Imagine the following film being made during Bill Clinton's presidency:
This is the dramatic moment when President George Bush is gunned down by a sniper after a public address at a hotel, in a gripping new docudrama soon to be aired on TV.
Set around October 2007, President Bush is assassinated as he leaves the Sheraton Hotel in Chicago.
Death of a President, shot in the style of a retrospective documentary, looks at the effect the assassination of Bush has on America in light of its 'War on Terror'.
The 90 minutes feature explores who could have planned the murder, with a Syrian-born man wrongly put in the frame.
Peter Dale, head of More4, which is due to air the film on October 9, said the drama was a "thought-provoking critique" of contemporary US society.
He said: "It's an extraordinarily gripping and powerful piece of work, a drama constructed like a documentary that looks back at the assassination of George Bush as the starting point for a very gripping detective story.
"It's a pointed political examination of what the War on Terror did to the American body politic.
"I'm sure that there will be people who will be upset by it but when you watch it you realise what a sophisticated piece of work it is.
"It's not sensationalist, or simplistic but a very thought-provoking, powerful drama. I hope people will see that the intention behind it is good."
The film will premier at the Toronto Film Festival in September and was written and directed by Gabriel Range.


What you will do: Please give an exact copy of every line from the one holding "Can you find 'table'?" through the final line of the records below.

(Stored items)
--*--

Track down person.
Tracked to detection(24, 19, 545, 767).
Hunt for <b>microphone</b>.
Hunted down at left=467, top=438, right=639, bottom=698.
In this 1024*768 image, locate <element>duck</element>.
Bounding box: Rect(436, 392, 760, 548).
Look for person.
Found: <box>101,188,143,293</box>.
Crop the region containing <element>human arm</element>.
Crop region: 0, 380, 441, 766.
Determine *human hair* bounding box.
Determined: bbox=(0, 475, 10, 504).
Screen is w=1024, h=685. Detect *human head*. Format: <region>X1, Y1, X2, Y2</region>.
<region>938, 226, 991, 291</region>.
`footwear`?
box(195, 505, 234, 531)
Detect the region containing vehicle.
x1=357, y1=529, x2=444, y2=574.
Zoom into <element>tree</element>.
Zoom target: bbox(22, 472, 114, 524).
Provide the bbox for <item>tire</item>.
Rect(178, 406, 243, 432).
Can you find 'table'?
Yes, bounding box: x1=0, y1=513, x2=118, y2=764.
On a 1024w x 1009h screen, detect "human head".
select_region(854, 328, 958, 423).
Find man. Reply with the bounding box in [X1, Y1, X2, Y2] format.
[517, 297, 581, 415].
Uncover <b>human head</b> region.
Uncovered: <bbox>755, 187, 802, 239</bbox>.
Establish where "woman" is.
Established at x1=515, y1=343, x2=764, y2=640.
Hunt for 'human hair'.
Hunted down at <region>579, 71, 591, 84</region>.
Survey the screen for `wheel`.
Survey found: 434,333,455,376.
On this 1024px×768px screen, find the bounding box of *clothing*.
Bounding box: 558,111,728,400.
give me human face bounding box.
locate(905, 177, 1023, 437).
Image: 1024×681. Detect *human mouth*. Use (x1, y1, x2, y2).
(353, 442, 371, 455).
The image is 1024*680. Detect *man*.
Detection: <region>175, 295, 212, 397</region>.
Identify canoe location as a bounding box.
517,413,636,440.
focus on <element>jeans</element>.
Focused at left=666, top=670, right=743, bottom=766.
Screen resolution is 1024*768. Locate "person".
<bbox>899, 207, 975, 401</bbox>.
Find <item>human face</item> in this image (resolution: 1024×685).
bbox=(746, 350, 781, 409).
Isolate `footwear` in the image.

--*--

Reply:
Can you find 'table'?
Yes, bounding box: x1=0, y1=513, x2=118, y2=764.
On a 1024w x 1009h screen, detect "human head".
select_region(854, 328, 958, 423).
Find man. Reply with the bounding box in [X1, Y1, X2, Y2] format.
[517, 297, 581, 415].
Uncover <b>human head</b> region.
Uncovered: <bbox>755, 187, 802, 239</bbox>.
Establish where "woman" is.
Established at x1=515, y1=343, x2=764, y2=640.
Hunt for 'human hair'.
Hunted down at <region>579, 71, 591, 84</region>.
Survey the screen for `wheel`.
Survey found: 434,333,455,376.
On this 1024px×768px screen, find the bounding box of *clothing*.
Bounding box: 558,111,728,400.
give me human face bounding box.
locate(905, 177, 1023, 437).
Image: 1024×681. Detect *human mouth*. Use (x1, y1, x2, y2).
(353, 442, 371, 455).
The image is 1024*680. Detect *man*.
Detection: <region>175, 295, 212, 397</region>.
Identify canoe location as a bounding box.
517,413,636,440.
focus on <element>jeans</element>.
Focused at left=666, top=670, right=743, bottom=766.
Screen resolution is 1024*768. Locate "person".
<bbox>899, 207, 975, 401</bbox>.
Find <item>human face</item> in this image (resolution: 1024×685).
bbox=(746, 350, 781, 409).
Isolate `footwear` in the image.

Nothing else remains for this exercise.